Top 10 national programs:

  1. House Rules (Seven) – 2.395 million
  2. Seven News — 2.143 million
  3. Nine News — 2.056 million
  4. The Block  (Nine) – 1.950 million
  5. Revenge (Seven) — 1.706 million
  6. Home and Away (Seven) — 1.584 million
  7. Today Tonight (Seven) — 1.521 million
  8. ABC1 News — 1.376 million
  9. A Current Affair (Nine) — 1.342 million
  10. Australian Story  (ABC1) — 1.317 million

Top metro programs:

  1. House Rules (Seven) — 1.540 million
  2. Nine News — 1.419 million
  3. Seven News — 1.403 million
  4. The Block (Nine) — 1.369 million
  5. Today Tonight (Seven) — 1.206 million
  6.  A Current Affair >(Nine) — 1.132 million
  7. Revenge (Seven) — 1.127 million
  8. Home and Away (Seven) — 1.007 million

Losers: MasterChef Australia — 905,000 national/663,000 metro/ 232,000 regional viewers.

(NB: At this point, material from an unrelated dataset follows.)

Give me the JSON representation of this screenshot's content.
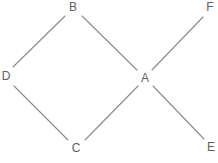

Ten’s 8.30pm special — The Biggest Loser Biggest makeovers — flopped, with 693,000 national/ 451,000 metro/ 245,000 regional. Weak, just weak.Metro news and current affairs:

  1. Nine News — 1.419 million
  2. Seven News — 1.403 million
  3. Today Tonight (Seven) — 1.206 million
  4. A Current Affair (Nine) – 1.132 million
  5. ABC1 News  – 929,000
  6. Australian Story (ABC 1) — 844,000
  7. Four Corners (ABC1) — 843,000
  8. Ten News — 812,000
  9. Media Watch (ABC1) — 796,000
  10. 7.30 (ABC1) — 776,000

Metro morning TV:

  1. Sunrise (Seven) – 361,000
  2. Today (Nine) – 327,000
  3. News Breakfast (ABC1) – 53,000 + 30,000 on News 24

Top five pay TV channels:

  1. Fox Sports 1  (3.4)%
  2. Fox 8 (2.8%)
  3. TV1 (2.3%)
  4. LifeStyle , Fox Footy (2.1%)
  5. UKTV, Sky News  (1.5%)

Top five pay TV programs:

  1. NRL: Gold Coast v Melbourne (Fox Sports 1) – 265,000
  2. Monday Night With Matty Johns  (Fox Sports 1) – 146,000
  3. AFL:On The Couch (Fox Footy ) – 136,000
  4. AFL: 360 (Fox Footy) – 124,000
  5. AFL: Open Mike (Fox Footy) – 124,000

*Data © OzTAM Pty Limited 2013. The data may not be reproduced, published or communicated (electronically or in hard copy) in whole or in part, without the prior written consent of OzTAM. (All shares on the basis of combined overnight 6pm to midnight all people.) Plus network reports.